Stored data:

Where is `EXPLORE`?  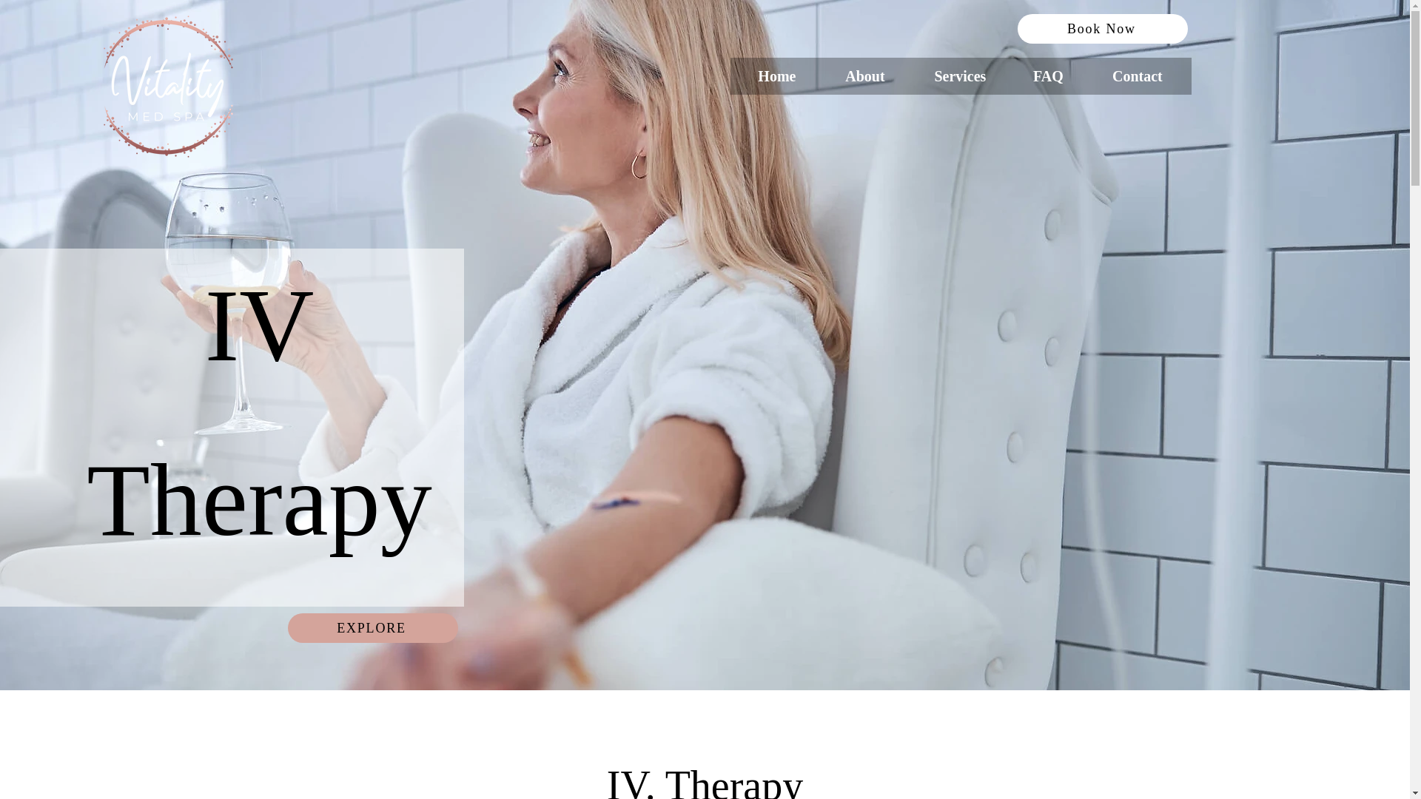
EXPLORE is located at coordinates (373, 628).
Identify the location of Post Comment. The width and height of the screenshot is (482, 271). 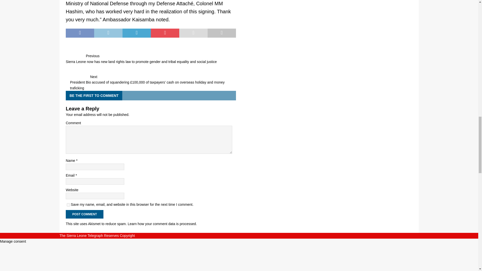
(84, 214).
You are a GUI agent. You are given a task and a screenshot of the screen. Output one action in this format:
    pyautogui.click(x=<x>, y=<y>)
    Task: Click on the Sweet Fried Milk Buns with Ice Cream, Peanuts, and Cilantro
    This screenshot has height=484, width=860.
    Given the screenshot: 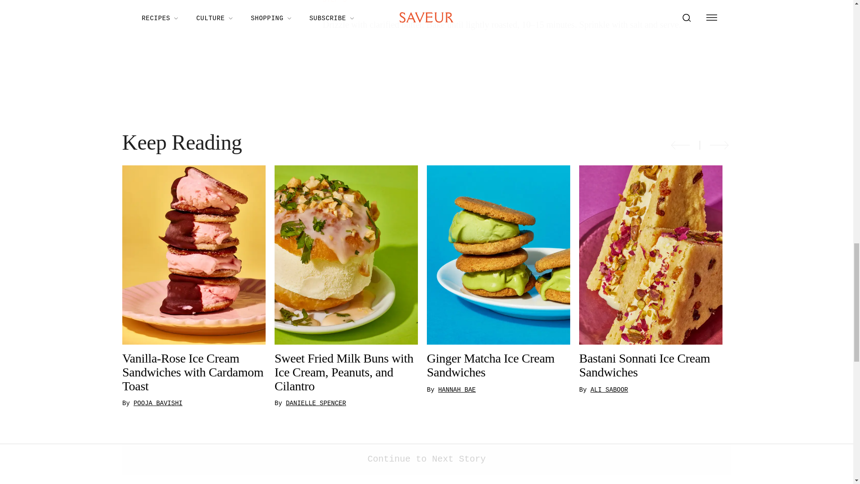 What is the action you would take?
    pyautogui.click(x=346, y=372)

WHAT IS NEEDED> The answer is the lines above, word for word, from the first one through the one containing "This screenshot has"; it includes no pictures.

RESULT>
Where is `EXPLORE`?  
EXPLORE is located at coordinates (373, 628).
Identify the location of Post Comment. The width and height of the screenshot is (482, 271). 
(84, 214).
You are a GUI agent. You are given a task and a screenshot of the screen. Output one action in this format:
    pyautogui.click(x=<x>, y=<y>)
    Task: Click on the Sweet Fried Milk Buns with Ice Cream, Peanuts, and Cilantro
    This screenshot has height=484, width=860.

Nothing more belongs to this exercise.